The dog that didn’t bark was the likelihood of other tax rises. The Treasury has its eyes on capital gains tax and tax relief on pension contributions. Its borrowing forecasts do not on the face of it imply further tax rises, though they do imply very big amounts will be raised by the changes to corporation tax (£47.6bn over five years) and tax allowances (£19.1bn by 2025). The Office for Budget Responsibility (OBR) is more upbeat than it was last November but its Budget analysis suggests a squeeze on public spending that might cast doubt on Johnson’s claims that austerity is over.

The squeeze will be compounded by the need to build resilience into the health system, tackle demographic pressures and reform social care –the latter again a glaring omission from the Budget, along with Sunak’s stubborn refusal to fully compensate low-income people who self-isolate during the current pandemic.

Left to his own devices, Sunak, a fiscal conservative, would probably have announced more delayed tax rises now. But Johnson is a big spender. He will always prefer to put off a difficult decision until another day, as we have seen up close in the Covid-19 crisis.

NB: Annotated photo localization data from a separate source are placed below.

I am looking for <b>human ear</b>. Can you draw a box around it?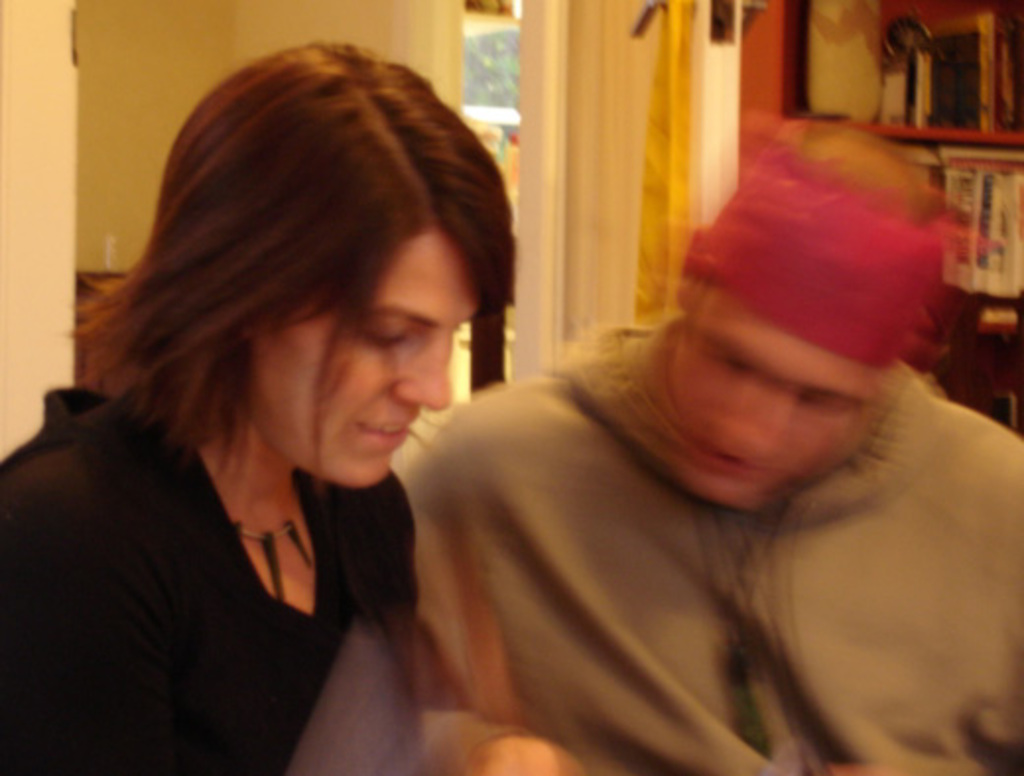
Sure, the bounding box is locate(238, 323, 264, 345).
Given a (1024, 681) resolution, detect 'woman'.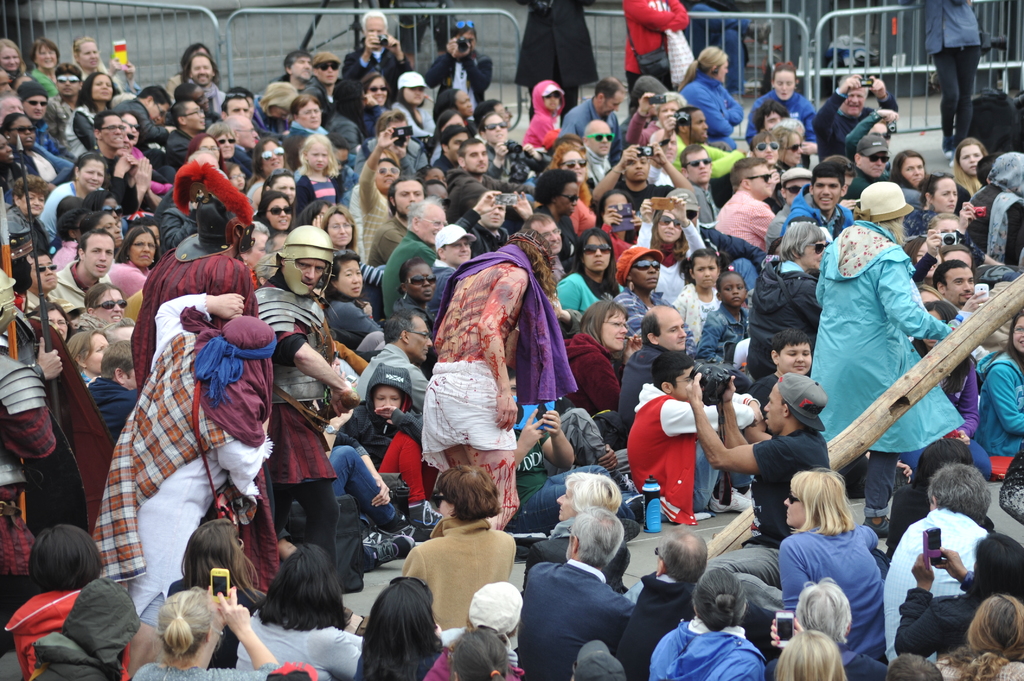
884,152,933,237.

One question is whether Sunak has pinned Johnson down to more future tax rises or merely secured a vague pledge of action not this day but later. Johnson has a (deserved) reputation as someone whose nods, winks and hints are not bankable. Ever the optimist, Johnson will be tempted to wait and see whether growth can fill more of the hole in the public finances.

The Budget reinforces the impression that Sunak wants to administer the nasty medicine of tax increases as soon as possible (without harming growth) so he has room to cut taxes just before the general election the Tories have pencilled in for mid-2024. Sunak said at the weekend he did “not recognise” media reports that he had dangled the carrot of pre-election tax cuts in private meetings with Tory MPs. But backbenchers certainly recognised them because they were there. They believe such tax cuts would wrongfoot Labour and redraw the traditional dividing line between the parties.

In his immediate Commons response to the Budget, Keir Starmer duly accused the chancellor of basing tax decisions on the “electoral cycle” rather than the “economic cycle”. Starmer has a point, though governments of all hues do it. Labour claims the Tories are “playing politics” might cut little ice with many voters.

More bad news for Labour: some senior Tories believe the Johnson-Sunak combination can offer the country the best of both worlds. It could be a powerful combination. The chancellor can promote the fiscal responsibility he believes has won the Tories the last four elections, reassuring long-standing Tory voters and the financial markets. Johnson, playing the soft cop, can use his optimism and boosterism to appeal to the working class voters he attracted in 2019.

However, the biggest danger for the Tories that many of those new voters do not benefit from the recovery Sunak promised and remain “left behind”.